In fact, I'd argue that WhatsApp's almost exaggerated blandness, from its generic name to its functional icon, was a key factor in its success. WhatsApp was just one of the more successful of the legion of instant-messaging apps out there, but the identity of the founders never passed my radar. I didn't even know WhatsApp was based in Mountain View, California. If you'd forced me to guess where the company was born, I'd have suggested Berlin, Tel Aviv or maybe even Bangalore – that's how inscrutably global WhatsApp had become.
The two Big Bens of incisive mobile analysis, Benedict Evans and Ben Thompson, were particularly illuminating in the wake of the deal.
Evans has long been championing the notion that “mobile is eating the world”, as he puts it – the scale of smartphone growth, allied to the application of Moore’s Law, means that the mobile ecosystem will dwarf what we consider to be the traditional desktop internet. As he recently pointed out: “Some time in the next six months, the number of smartphones on Earth will pass the number of PCs. The entire internet is being changed fundamentally – both the size and the character of the internet are going to look quite different from what we have been used to.”
Evans lays out the key advantages smartphone apps have: they can access your address book, they can access your photo library, they can use push notifications, they can get an icon on the home screen. Perhaps the WhatsApp acquisition is a portent of things to come, and marks a turning point in how we perceive the smartphone – a platform in its own right, with two main flavours in Apple’s iOS and Google’s Android.
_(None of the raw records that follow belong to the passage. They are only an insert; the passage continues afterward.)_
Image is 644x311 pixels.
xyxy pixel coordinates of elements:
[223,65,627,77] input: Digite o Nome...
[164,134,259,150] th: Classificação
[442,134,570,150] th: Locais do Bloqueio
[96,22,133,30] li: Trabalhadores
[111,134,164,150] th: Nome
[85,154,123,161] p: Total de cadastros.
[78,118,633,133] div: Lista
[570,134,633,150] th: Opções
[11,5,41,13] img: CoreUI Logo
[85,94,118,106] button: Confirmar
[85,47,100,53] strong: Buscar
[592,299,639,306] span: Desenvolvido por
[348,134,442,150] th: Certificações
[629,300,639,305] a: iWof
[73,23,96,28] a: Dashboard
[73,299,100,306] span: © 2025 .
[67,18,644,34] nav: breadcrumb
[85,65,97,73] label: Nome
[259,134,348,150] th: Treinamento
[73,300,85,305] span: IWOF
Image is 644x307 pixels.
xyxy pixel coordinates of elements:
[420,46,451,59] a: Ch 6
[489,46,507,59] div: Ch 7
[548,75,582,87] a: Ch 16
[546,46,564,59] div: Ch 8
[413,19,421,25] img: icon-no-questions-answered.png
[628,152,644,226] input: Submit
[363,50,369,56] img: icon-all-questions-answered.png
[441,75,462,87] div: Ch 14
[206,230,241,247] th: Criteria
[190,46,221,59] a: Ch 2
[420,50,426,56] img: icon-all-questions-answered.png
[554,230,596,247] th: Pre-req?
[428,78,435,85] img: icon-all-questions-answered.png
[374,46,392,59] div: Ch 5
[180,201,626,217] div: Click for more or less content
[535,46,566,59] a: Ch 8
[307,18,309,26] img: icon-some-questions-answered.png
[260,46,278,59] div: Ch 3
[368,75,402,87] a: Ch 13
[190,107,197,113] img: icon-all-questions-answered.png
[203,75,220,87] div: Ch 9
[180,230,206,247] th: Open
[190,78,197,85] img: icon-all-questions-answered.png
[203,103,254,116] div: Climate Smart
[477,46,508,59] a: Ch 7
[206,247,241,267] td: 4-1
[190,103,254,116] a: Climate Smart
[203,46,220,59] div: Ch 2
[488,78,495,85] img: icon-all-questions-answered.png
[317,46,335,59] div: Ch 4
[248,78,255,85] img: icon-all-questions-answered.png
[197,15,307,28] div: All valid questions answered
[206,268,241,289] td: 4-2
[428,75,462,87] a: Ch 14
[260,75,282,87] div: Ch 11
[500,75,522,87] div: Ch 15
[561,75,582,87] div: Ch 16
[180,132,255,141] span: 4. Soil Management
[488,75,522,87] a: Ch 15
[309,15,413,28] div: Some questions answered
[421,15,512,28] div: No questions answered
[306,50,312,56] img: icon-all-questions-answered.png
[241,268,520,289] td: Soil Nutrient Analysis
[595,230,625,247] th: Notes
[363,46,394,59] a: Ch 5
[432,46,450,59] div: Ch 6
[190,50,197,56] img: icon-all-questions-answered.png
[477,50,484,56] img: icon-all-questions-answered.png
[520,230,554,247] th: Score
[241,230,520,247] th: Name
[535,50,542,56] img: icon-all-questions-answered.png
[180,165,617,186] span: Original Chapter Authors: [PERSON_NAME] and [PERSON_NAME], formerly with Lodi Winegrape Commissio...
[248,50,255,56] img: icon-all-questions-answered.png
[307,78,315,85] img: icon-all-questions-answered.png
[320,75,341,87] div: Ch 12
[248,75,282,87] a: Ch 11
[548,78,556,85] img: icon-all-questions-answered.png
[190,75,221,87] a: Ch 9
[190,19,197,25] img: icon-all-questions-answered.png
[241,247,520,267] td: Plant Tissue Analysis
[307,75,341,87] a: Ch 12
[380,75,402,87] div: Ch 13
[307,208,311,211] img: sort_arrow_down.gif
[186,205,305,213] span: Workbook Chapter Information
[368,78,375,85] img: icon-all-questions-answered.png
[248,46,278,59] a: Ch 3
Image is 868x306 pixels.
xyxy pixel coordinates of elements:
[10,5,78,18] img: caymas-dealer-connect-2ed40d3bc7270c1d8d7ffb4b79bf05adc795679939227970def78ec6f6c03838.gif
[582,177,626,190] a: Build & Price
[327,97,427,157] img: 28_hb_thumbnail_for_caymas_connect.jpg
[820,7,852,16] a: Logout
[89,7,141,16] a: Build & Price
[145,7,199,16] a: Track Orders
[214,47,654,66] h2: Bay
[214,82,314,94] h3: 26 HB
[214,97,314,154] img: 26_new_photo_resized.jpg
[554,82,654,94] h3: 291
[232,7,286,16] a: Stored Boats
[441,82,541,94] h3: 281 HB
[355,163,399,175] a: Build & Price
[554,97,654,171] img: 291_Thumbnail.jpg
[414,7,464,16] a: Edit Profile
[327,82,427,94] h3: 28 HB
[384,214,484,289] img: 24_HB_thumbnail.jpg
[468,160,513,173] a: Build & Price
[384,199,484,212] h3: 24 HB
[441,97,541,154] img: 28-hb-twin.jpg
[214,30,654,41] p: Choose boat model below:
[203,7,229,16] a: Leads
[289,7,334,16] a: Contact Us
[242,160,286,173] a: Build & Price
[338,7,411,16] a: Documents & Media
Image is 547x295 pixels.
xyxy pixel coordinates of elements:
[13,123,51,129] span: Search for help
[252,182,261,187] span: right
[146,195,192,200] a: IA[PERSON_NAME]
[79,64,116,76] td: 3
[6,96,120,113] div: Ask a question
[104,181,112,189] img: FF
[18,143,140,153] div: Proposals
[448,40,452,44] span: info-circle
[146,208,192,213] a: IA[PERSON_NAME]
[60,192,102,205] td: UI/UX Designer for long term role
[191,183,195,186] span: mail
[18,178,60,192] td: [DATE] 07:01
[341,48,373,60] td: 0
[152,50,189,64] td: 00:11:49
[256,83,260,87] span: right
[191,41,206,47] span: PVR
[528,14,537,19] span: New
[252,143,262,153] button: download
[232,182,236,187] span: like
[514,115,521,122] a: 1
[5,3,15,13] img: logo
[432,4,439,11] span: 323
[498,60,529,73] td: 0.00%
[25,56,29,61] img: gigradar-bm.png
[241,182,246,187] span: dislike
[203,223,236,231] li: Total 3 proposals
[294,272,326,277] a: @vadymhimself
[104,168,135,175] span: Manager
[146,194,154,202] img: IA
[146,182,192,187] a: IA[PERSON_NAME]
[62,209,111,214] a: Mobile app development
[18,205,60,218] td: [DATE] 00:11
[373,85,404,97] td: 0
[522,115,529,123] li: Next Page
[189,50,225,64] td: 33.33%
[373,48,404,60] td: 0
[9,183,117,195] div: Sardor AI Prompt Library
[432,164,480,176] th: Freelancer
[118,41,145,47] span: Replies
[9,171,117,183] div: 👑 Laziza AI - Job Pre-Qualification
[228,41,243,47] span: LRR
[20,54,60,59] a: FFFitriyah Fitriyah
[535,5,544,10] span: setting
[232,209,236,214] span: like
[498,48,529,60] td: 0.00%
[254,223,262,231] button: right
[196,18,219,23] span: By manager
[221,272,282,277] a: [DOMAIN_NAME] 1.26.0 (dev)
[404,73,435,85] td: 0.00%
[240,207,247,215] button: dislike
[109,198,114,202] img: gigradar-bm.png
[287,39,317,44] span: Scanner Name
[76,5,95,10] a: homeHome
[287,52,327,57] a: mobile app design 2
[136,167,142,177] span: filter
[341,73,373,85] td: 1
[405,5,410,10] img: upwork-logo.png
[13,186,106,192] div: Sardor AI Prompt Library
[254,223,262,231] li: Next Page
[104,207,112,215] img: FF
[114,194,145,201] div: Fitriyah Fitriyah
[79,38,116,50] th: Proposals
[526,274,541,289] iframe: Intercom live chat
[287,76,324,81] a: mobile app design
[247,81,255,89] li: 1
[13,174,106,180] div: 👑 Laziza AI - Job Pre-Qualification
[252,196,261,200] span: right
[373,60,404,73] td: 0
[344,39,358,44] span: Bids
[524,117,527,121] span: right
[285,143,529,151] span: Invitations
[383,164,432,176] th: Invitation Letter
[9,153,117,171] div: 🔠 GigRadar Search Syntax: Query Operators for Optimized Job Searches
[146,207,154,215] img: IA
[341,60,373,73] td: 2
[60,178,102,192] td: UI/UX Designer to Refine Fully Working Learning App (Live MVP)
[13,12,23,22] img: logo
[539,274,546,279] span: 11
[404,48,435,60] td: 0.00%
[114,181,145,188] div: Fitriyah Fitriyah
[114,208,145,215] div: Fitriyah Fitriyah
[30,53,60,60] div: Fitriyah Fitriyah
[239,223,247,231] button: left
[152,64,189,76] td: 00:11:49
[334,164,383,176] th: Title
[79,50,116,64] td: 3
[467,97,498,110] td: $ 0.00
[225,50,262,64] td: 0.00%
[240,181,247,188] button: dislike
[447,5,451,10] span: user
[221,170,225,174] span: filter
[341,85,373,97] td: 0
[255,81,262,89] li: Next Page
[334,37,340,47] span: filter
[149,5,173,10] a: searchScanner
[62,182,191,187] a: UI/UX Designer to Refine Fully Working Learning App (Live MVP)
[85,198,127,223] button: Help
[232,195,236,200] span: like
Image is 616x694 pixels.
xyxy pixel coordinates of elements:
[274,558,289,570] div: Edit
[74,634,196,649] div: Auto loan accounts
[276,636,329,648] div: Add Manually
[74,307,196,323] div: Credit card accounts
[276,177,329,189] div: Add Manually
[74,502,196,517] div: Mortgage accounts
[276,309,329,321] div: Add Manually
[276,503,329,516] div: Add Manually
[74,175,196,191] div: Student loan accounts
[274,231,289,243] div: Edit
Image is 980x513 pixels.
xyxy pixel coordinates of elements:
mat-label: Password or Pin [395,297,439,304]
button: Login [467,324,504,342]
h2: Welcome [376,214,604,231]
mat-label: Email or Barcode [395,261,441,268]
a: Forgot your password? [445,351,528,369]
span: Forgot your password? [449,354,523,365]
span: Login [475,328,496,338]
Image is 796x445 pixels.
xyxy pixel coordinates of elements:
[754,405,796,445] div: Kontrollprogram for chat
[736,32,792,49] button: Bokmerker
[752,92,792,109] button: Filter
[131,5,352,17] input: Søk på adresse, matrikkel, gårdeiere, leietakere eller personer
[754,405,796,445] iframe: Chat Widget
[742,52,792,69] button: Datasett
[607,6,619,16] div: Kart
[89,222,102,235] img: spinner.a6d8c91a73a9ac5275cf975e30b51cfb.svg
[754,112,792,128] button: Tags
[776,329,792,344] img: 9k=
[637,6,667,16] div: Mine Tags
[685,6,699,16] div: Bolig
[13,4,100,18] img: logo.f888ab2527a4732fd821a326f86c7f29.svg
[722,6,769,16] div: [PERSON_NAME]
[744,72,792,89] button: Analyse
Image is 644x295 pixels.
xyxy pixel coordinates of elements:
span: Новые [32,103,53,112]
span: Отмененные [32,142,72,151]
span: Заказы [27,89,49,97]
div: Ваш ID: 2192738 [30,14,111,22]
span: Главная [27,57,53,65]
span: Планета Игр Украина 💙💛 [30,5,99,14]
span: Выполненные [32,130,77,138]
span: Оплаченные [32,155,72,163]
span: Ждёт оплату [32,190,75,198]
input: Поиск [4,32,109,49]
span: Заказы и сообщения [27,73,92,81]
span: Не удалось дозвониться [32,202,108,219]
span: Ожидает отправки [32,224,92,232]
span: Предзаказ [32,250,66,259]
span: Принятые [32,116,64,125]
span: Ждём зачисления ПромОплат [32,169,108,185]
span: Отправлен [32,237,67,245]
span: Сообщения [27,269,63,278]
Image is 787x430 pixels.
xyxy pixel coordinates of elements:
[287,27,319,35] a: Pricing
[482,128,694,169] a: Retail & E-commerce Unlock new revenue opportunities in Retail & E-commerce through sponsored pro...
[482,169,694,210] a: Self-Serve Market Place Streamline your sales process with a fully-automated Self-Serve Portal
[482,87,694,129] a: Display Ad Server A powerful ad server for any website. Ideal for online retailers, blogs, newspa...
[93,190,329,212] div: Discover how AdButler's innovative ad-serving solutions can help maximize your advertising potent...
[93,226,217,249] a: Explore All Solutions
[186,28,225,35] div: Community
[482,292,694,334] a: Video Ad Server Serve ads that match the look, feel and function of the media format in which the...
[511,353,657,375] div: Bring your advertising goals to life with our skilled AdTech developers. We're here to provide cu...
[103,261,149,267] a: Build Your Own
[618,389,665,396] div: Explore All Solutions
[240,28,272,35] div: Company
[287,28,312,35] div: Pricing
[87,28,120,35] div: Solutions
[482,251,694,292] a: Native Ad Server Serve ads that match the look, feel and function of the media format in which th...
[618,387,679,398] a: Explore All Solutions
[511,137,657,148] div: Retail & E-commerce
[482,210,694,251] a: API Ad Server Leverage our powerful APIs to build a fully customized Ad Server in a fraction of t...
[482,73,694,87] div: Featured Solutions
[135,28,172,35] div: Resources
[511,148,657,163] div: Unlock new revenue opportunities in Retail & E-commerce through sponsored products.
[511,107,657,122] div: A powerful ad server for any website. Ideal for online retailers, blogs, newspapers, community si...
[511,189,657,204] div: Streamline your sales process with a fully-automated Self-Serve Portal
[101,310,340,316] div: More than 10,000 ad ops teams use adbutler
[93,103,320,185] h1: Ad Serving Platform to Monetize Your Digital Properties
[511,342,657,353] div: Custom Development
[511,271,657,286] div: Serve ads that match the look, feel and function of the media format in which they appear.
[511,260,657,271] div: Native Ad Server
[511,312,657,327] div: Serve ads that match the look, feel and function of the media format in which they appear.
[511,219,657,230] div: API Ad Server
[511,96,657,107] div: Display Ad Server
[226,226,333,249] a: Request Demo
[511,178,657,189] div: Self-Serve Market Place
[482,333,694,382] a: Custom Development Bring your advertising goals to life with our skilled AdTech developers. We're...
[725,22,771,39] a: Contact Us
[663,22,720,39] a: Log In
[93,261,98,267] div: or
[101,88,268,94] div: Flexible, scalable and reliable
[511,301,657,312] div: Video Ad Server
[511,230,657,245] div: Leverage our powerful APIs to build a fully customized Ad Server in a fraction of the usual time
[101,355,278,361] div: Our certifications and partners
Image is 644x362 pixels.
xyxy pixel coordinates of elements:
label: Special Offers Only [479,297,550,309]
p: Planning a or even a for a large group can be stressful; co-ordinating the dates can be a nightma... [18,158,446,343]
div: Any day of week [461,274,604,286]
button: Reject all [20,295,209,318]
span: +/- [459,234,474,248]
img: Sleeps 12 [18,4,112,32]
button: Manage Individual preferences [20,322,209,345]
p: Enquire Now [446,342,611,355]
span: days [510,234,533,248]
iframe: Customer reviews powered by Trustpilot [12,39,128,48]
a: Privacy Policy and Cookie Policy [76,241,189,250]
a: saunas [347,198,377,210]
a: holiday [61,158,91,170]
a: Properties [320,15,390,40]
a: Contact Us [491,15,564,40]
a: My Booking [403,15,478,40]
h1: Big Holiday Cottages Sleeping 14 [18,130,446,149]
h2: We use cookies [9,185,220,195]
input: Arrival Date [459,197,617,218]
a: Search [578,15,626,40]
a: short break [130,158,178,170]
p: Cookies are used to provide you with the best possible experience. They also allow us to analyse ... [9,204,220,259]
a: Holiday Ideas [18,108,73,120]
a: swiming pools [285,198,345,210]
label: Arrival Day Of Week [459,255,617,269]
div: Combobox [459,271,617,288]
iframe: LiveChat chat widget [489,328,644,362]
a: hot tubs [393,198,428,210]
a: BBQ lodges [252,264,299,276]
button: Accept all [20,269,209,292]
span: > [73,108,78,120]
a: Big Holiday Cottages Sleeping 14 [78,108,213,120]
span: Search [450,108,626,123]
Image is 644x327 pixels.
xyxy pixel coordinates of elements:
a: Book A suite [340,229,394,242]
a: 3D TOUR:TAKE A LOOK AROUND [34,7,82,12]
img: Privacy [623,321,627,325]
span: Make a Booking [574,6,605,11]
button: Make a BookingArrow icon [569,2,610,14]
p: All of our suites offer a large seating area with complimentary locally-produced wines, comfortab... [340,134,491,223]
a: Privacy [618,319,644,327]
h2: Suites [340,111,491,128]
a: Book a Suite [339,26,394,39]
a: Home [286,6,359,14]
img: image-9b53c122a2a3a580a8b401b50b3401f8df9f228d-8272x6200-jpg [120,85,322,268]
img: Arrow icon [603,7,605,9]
Ben Thompson, who is based in Taiwan, points out that WhatsApp's touted global penetration is somewhat oversold, with the Japanese messaging app Line and the Chinese giant WeChat dominating many Asian markets, as well as building quite different business models to WhatsApp, leveraging their popularity to build advertising and ecommerce revenue.
But while that might make them more valuable as businesses, all Mark Zuckerberg values is attention – Facebook itself is capable of generating more than enough revenue to support a free instant messaging service on the scale of WhatsApp. As mobile eats the world, Zuckerberg is carefully, and expensively, positioning himself to own the communications layer.
So while the “There’s Too Many Apps For That” sketch might be just as relevant in two or three years, the joke might very well be that all these different apps doing the same thing are owned by Mark Zuckerberg. Whether we will find that funny or not remains to be seen.